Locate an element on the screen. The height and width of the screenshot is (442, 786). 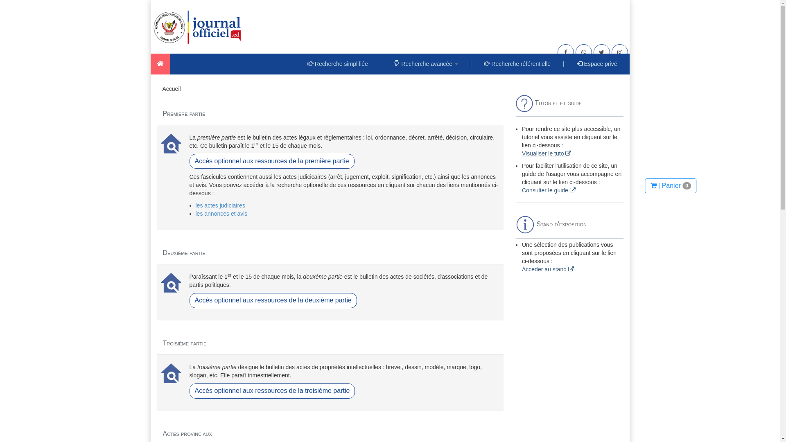
| Panier 0 is located at coordinates (670, 186).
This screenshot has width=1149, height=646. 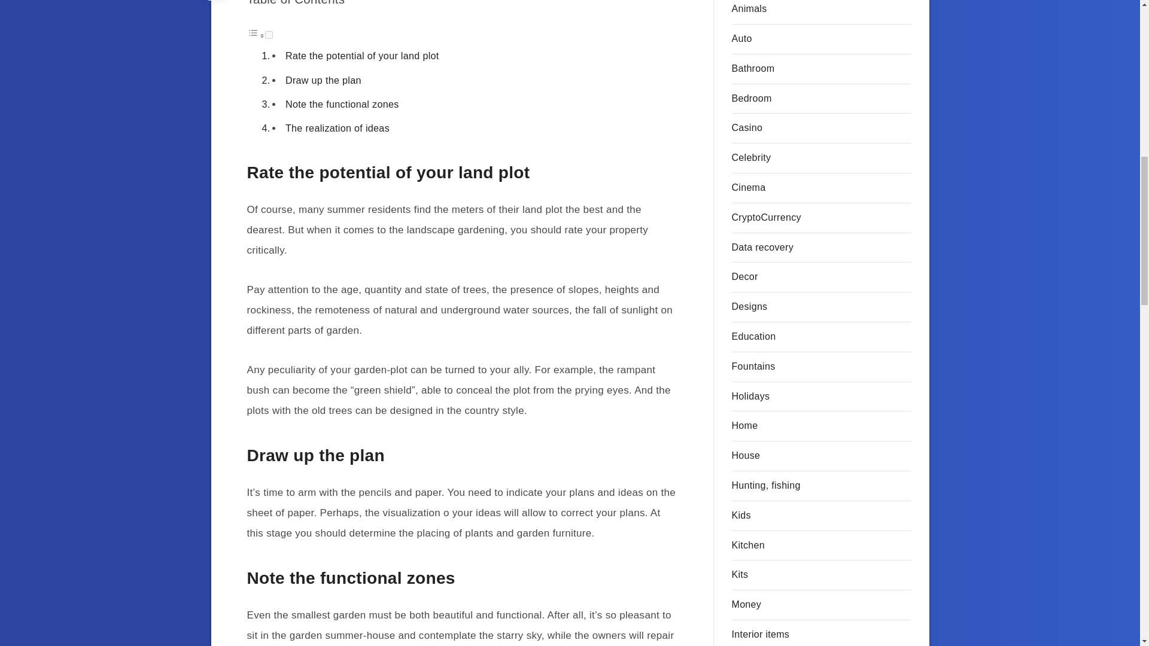 I want to click on Draw up the plan, so click(x=323, y=80).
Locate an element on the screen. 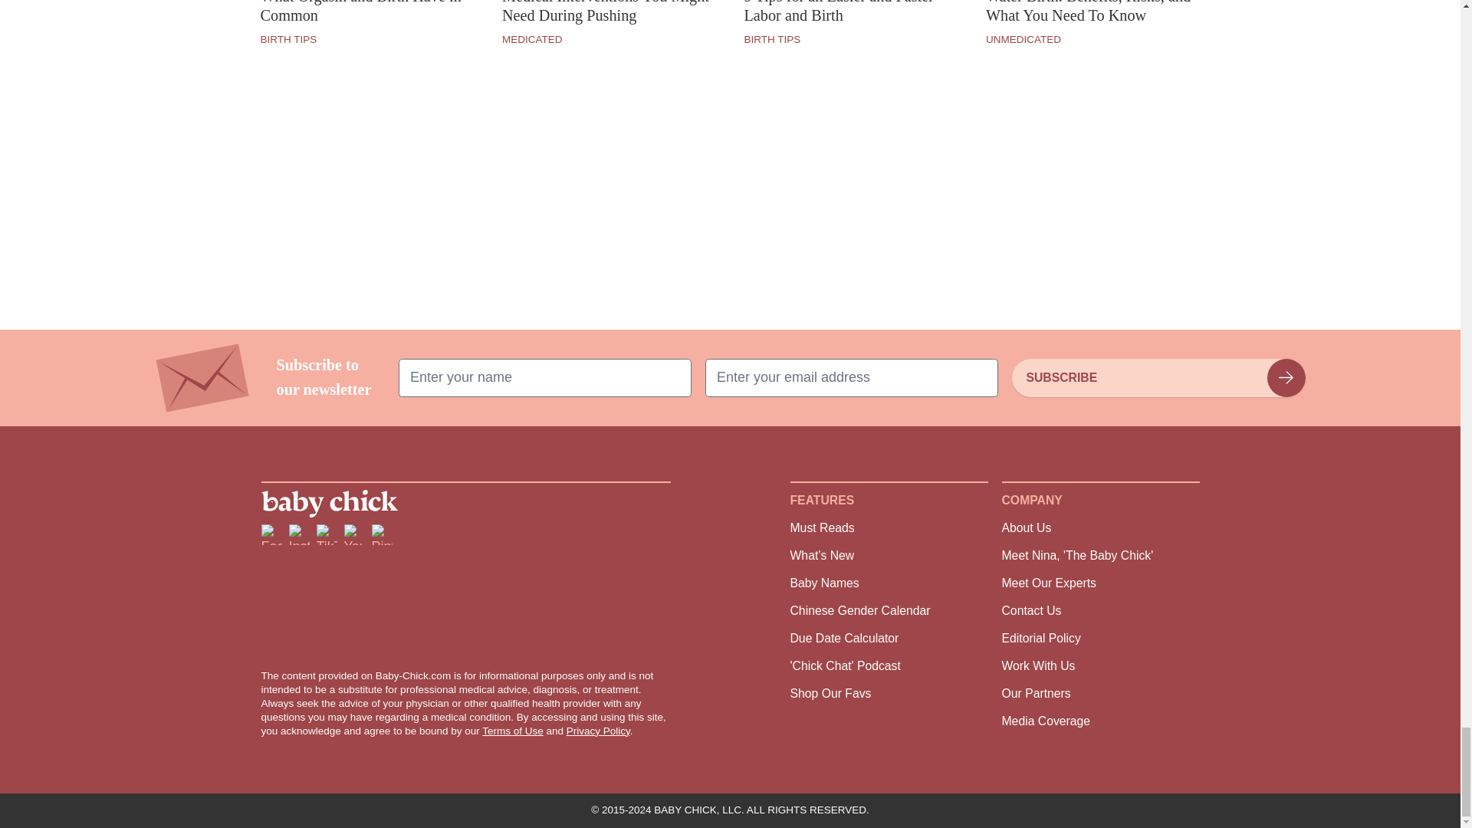 This screenshot has width=1472, height=828. Subscribe is located at coordinates (1158, 377).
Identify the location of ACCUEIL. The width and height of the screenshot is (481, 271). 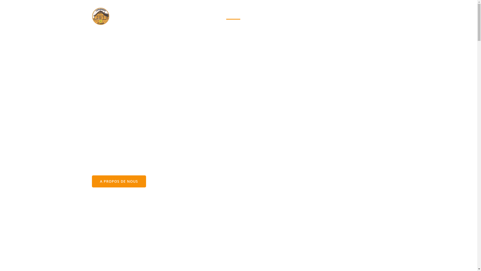
(233, 16).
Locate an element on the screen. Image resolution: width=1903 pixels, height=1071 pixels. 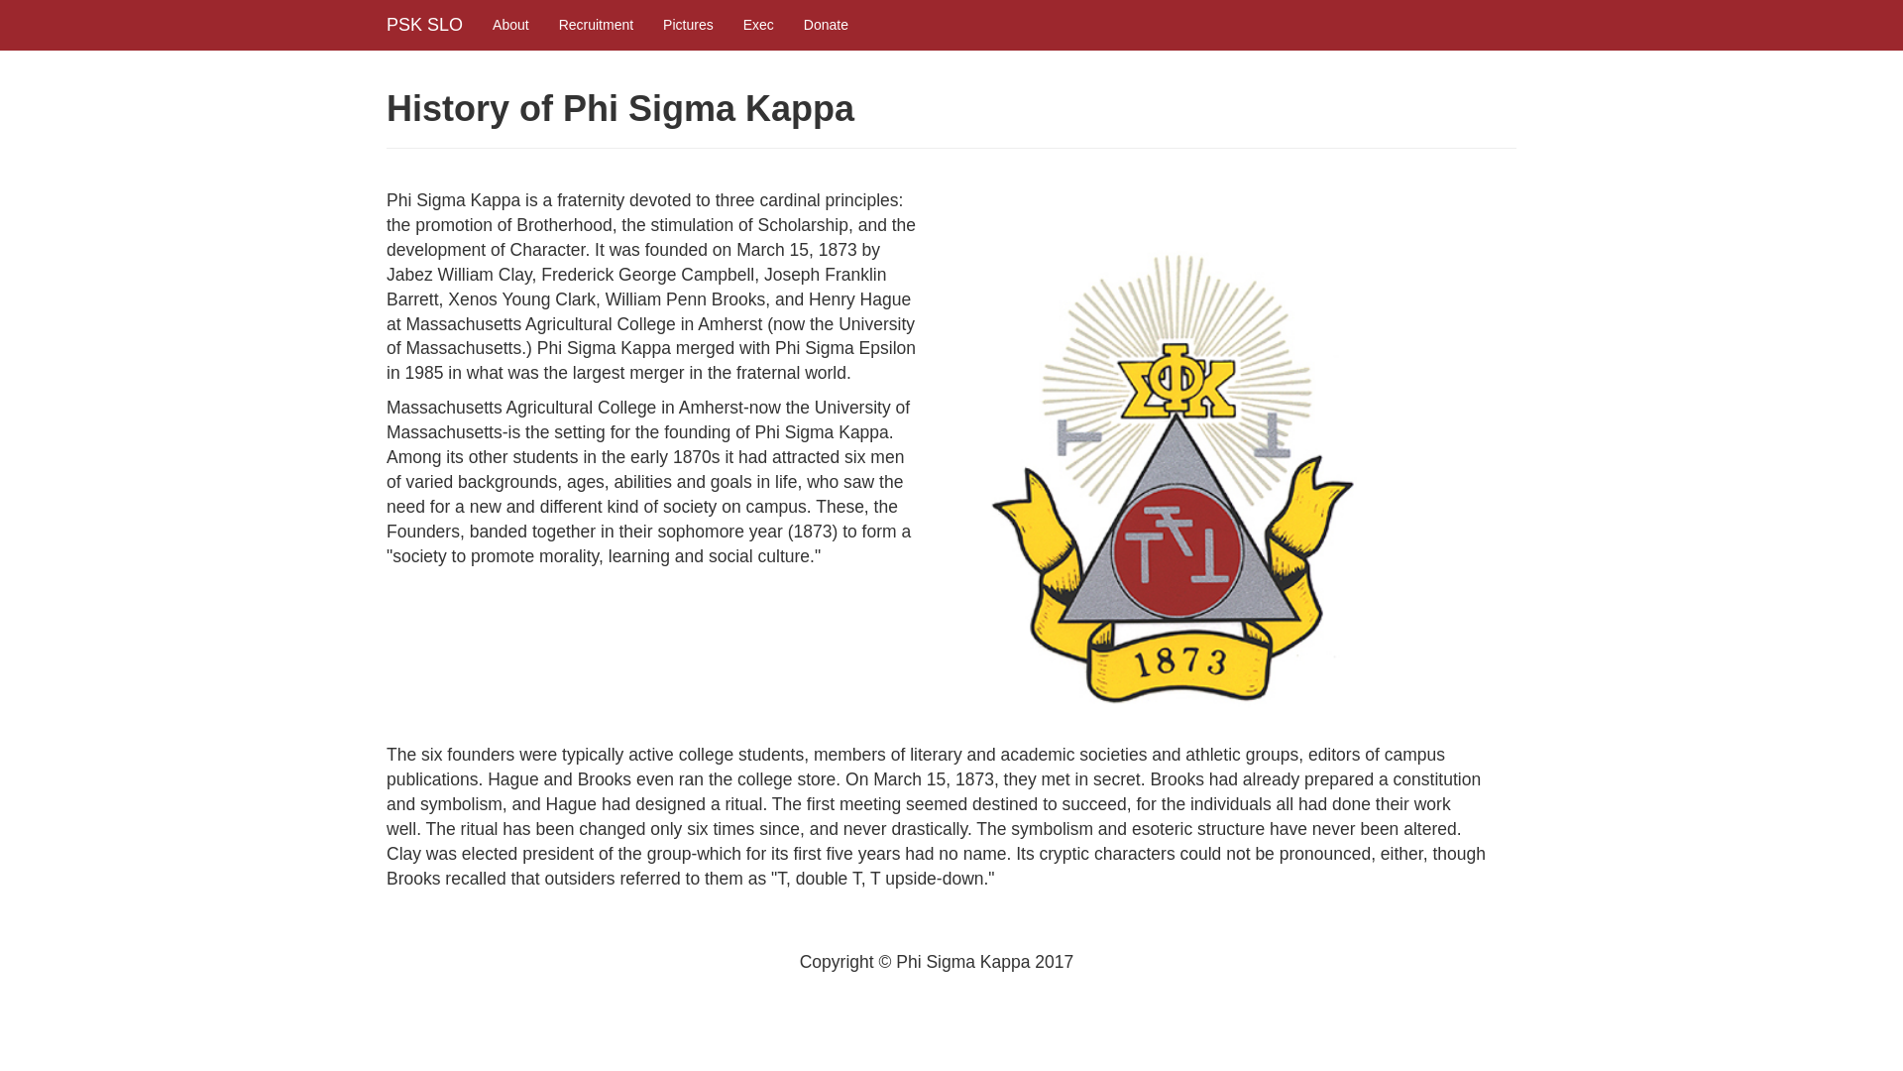
About is located at coordinates (510, 24).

══════════

# [What is needed]
Exclude the pictures and write out exactly the lines from the one holding "Identify the location" through the end of the entries, inclusive, and only those.

# [Task answer]
Identify the location of ACCUEIL. The width and height of the screenshot is (481, 271). 
(233, 16).
Locate an element on the screen. Image resolution: width=1903 pixels, height=1071 pixels. 
About is located at coordinates (510, 24).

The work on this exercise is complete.